Philly study finds house calls could help asthma patients living in poverty
Tyra Bryant-Stephens, a doctor who is medical director of the Community Asthma Prevention Program at Children's Hospital of Philadelphia, thinks doctors and researchers need to think more about an often unseen factor in patients' asthma: their housing.
When doctors see poor patients in clinics, she said, they may not have time to ask about their living conditions. Even if they did, patients might be too embarrassed to tell them.
If they went to patients' homes, as community health workers in Bryant-Stephens' program have been doing for 18 years, they might find them full of possible asthma triggers. They also might learn about the stresses that make it hard for their patients to take their medicines properly.
Bryant-Stephens worked with researchers from the University of Pennsylvania to discover what community health workers saw when they visited adult asthma patients in their low-income Philadelphia neighborhoods. Community health workers are lay workers who are trained to help patients with health problems. They are often from the same areas as the patients they serve. A discussion of what they found was published recently in the Journal of Allergy and Clinical Immunology.
"We found that some of the most extreme living conditions make it difficult or impossible for patients to attend medical visits and adhere to optimal asthma care," the team wrote.
"Poor housing is the elephant in the asthma room and must be addressed in a deliberate and intentional manner to truly eliminate disparities in outcomes among adult patients with asthma."
Bryant-Stephens said doctors who work with adult asthma patients would do well to add community health workers to their care teams.
For the study, the health workers made several trips to patients' homes to talk to them about their asthma care plus other issues in their lives, including their reading and math ability, depression, exposure to violence, and social support. The workers reported that many patients were isolated and stressed. Many rented one room or lived in houses crowded with family members. Some cried when the workers asked about depression. Some lived in substandard housing where they were exposed to asthma triggers: mold, rodents, roaches and tobacco smoke. "The houses are full of smoke. Everybody smokes," one of the health workers wrote. People perceived smoking as a stress reliever.
"Without addressing these social stressors," the report said, "clinicians cannot treat the patient even if they can prescribe medications, and the health-care system may be limited in its ability to help these sicker asthmatic people."
Bryant-Stephens said asthma is largely an allergic condition in children but is more complicated in adults. Other illnesses, stress and obesity can increase risk.
She said some of her colleagues were "shocked" by what the community health workers found. Because she has long experience with home visits, her reaction was different. "I wasn't as surprised as dismayed by these conditions," she said.
She thinks doctors should try new ways to find out what keeps patients from having better health. "I think there is a population where we have to think about the fact that we don't get all the information in the office," she said.
Bryant-Stephens said it's also time for communities to tackle the impact that housing has on health. "We need better housing, in general," she said.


> EXERCISE DIRECTIONS
Your response should contain exactly the lines running from the one with "Identify the location" to the end of the data below, both included, and no pictures.

Top of SOURCE DATA

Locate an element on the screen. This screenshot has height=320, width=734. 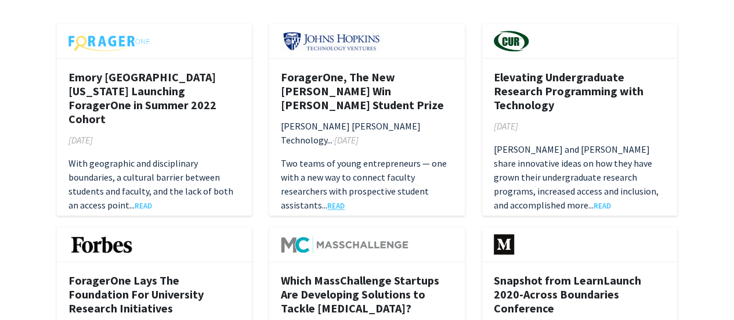
h5: ForagerOne Lays The Foundation For University Research Initiatives is located at coordinates (154, 294).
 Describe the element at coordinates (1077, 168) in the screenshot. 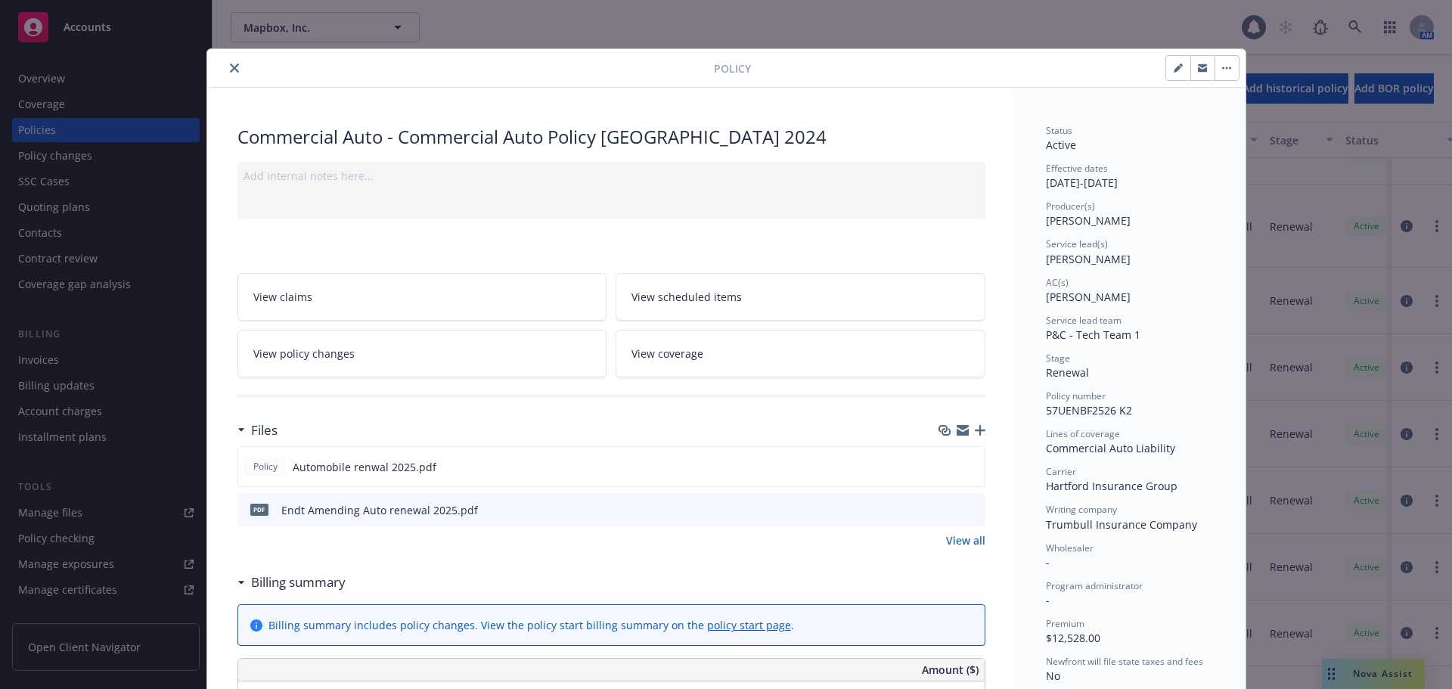

I see `span: Effective dates` at that location.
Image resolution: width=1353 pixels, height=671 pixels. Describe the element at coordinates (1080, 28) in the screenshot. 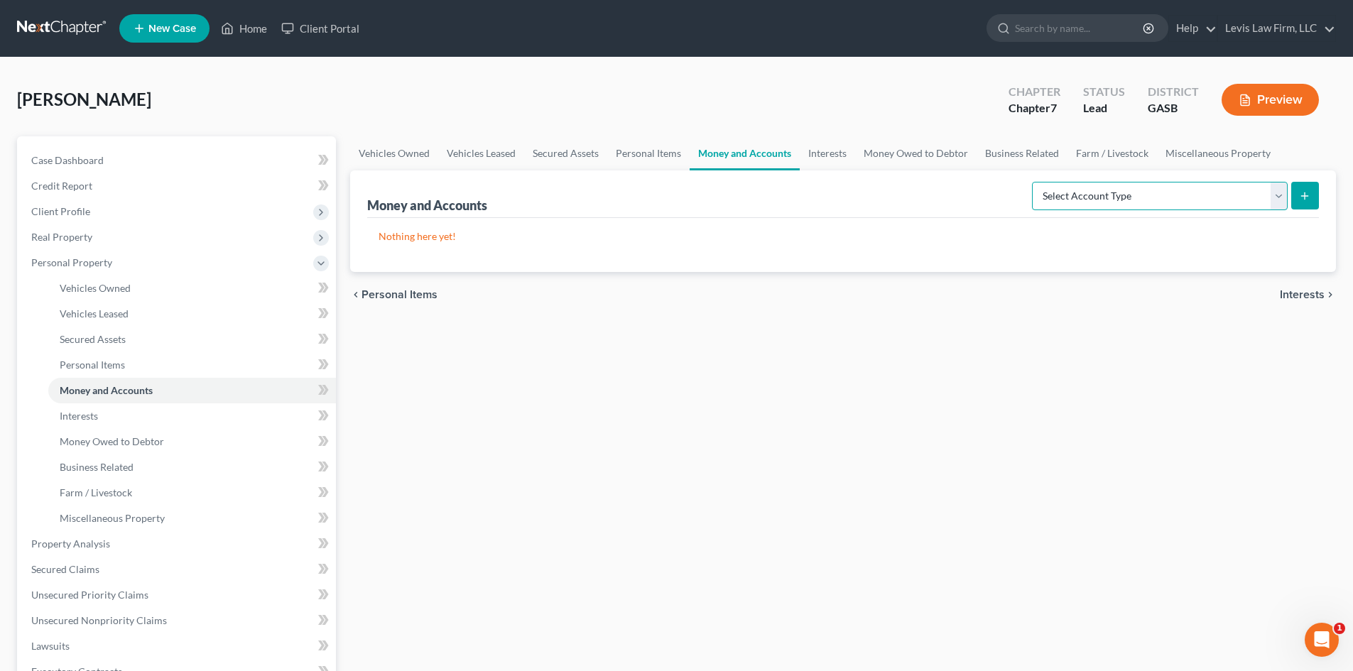

I see `input: Search by name...` at that location.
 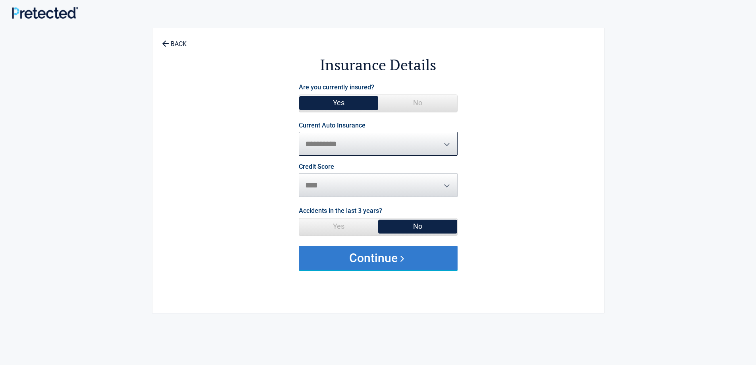 I want to click on a: BACK, so click(x=174, y=40).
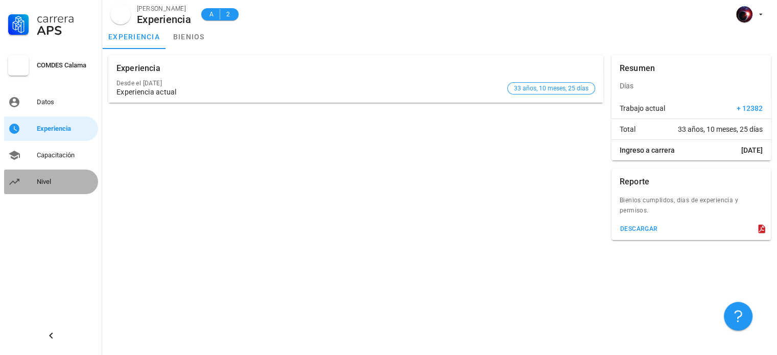 The image size is (777, 355). What do you see at coordinates (65, 155) in the screenshot?
I see `div: Capacitación` at bounding box center [65, 155].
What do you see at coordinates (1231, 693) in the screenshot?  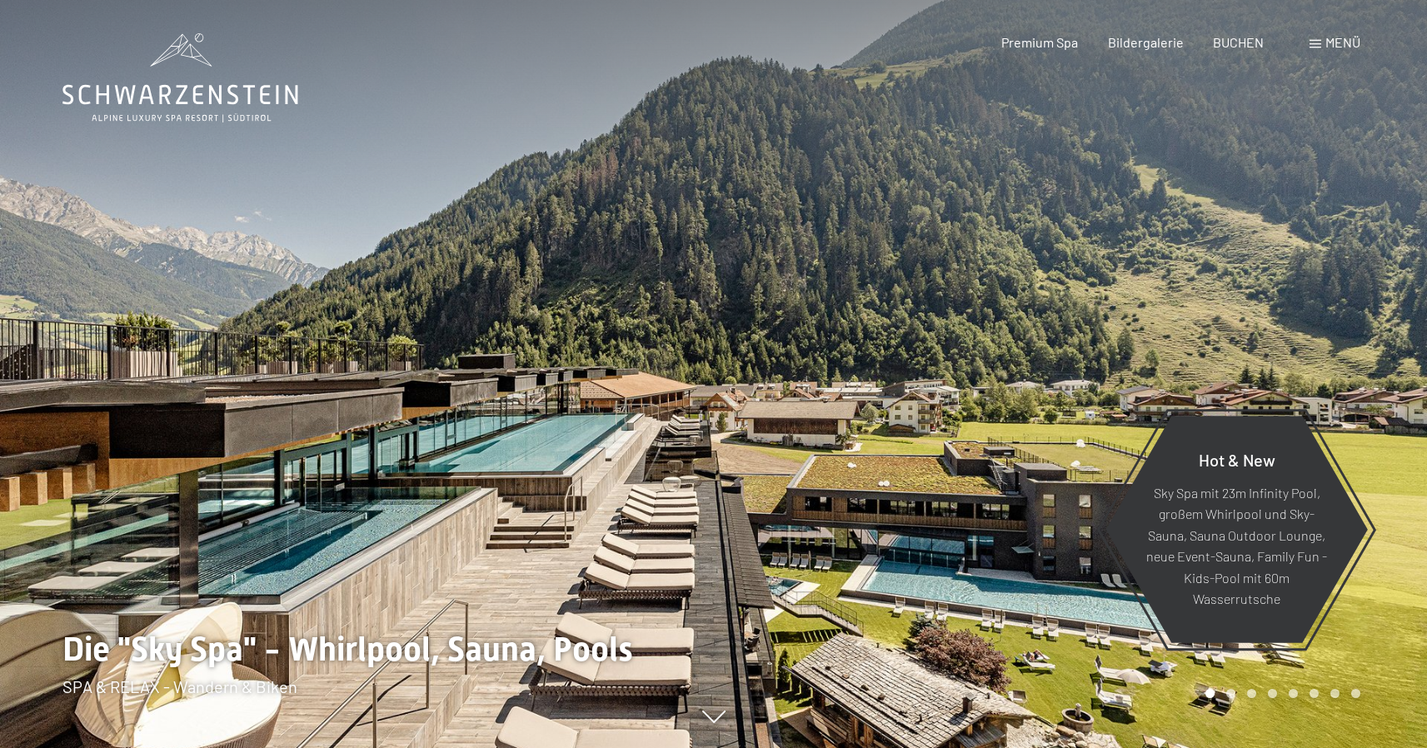 I see `div: Carousel Page 2` at bounding box center [1231, 693].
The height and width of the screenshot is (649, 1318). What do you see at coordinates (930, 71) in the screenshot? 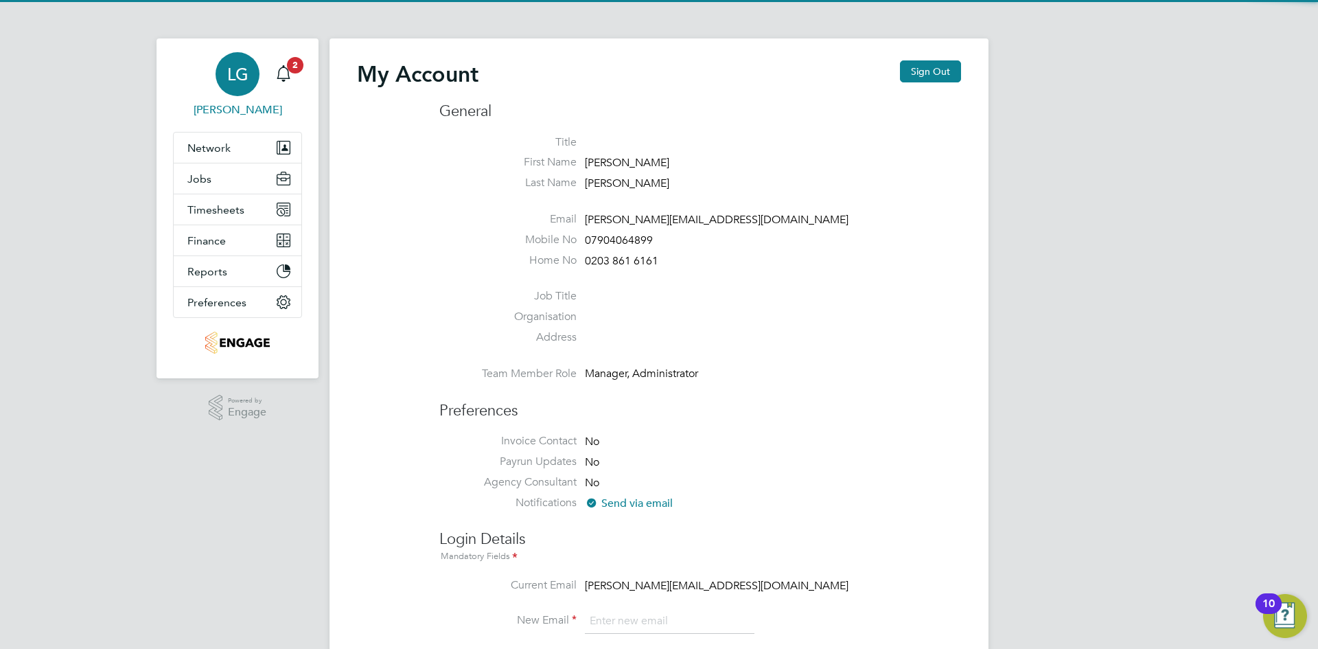
I see `button: Sign Out` at bounding box center [930, 71].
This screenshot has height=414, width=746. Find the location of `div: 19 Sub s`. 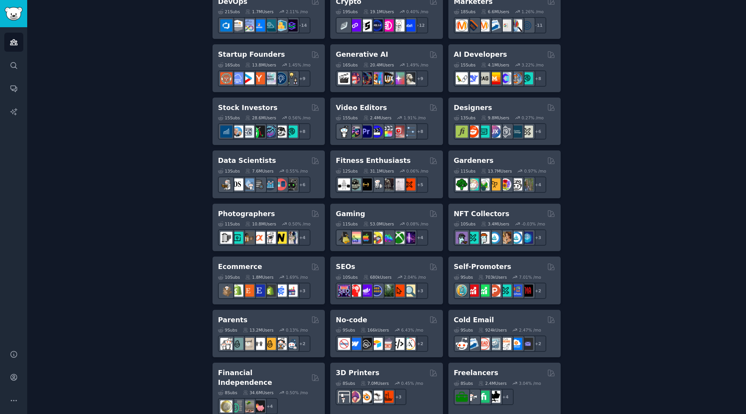

div: 19 Sub s is located at coordinates (347, 12).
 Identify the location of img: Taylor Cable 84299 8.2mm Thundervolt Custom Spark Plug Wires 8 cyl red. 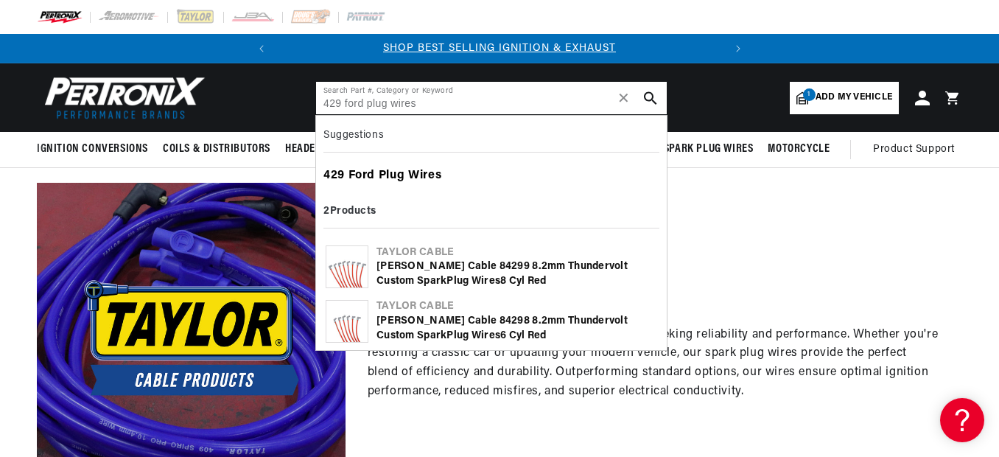
(347, 267).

Bottom of SOURCE DATA

> COMPLETED TASK
 Identify the location of img: Taylor Cable 84299 8.2mm Thundervolt Custom Spark Plug Wires 8 cyl red. 
(347, 267).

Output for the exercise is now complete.